Editioning View (EV): A view named `XX_TABLE_NAME#` is generated in the custom schema. This view automatically maps all columns from the base table.
APPS Synonym: A synonym named `XX_TABLE_NAME` is created in the `APPS` schema, pointing directly to the EV.
Dependency Management: All subsequent code must reference the APPS Synonym. This ensures that when the table structure changes in a future Patch Edition, the code continues to point to the correct logical version of the data.
Step 3: Deployment via XDF
In a professional EBS ecosystem, manual DDL is discouraged in downstream environments (UAT/Production). Instead, use XML Definition Files (XDF) to package your objects.

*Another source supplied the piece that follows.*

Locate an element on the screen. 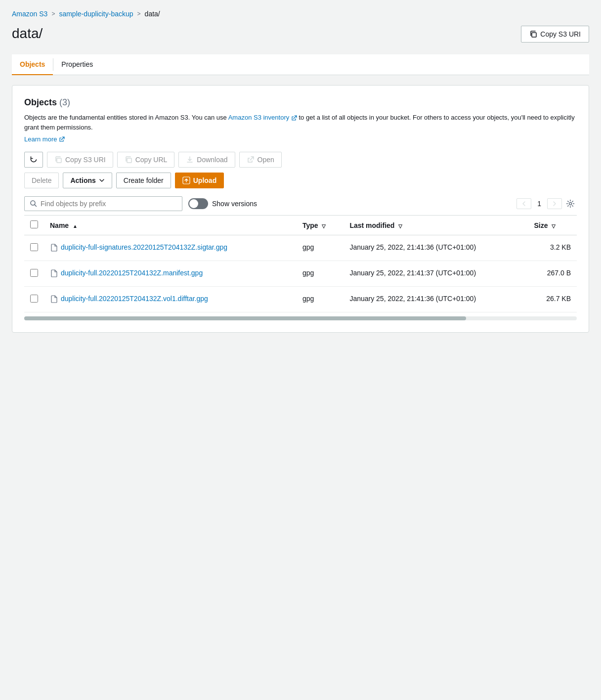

- Data Requirement: Insert at least one seed row into the table in your development instance. This is a technical prerequisite for the XDF utility to accurately capture the metadata.
- Generation: Execute `xdfgen.pl` to generate the `.xdf` file.
- Application: During the patch application, the `xdfcmp.pl` utility automatically invokes `AD_ZD_TABLE.UPGRADE`, ensuring the target environment remains compliant without manual intervention.
Step 4: Managing Structural Evolution
Table structures are rarely static. When requirements evolve (e.g., adding new columns), compliance must be maintained to avoid breaking the `adop` cycle.
Method A: XDF-Driven Updates (Recommended)
Modify the source XDF and deploy via the standard patching toolset. This is the most robust method for maintaining consistency across the landscape.
Method B: Manual DDL (Development Only)
If an `ALTER TABLE` command is executed manually during development, the Editioning View (EV) will become out of sync with the base table. To synchronize the layers, run:
EXEC AD_ZD_TABLE.PATCH(‘<CUSTOM_SCHEMA>’, ‘XX_TABLE_NAME’);
Conclusion
Adhering to the `AD_ZD` framework is not optional in Oracle EBS R12.2; it is a prerequisite for a healthy, patchable system. By standardizing the use of Editioning Views and XDF-based deployments, we ensure that our custom extensions remain performant and transparent during critical maintenance windows.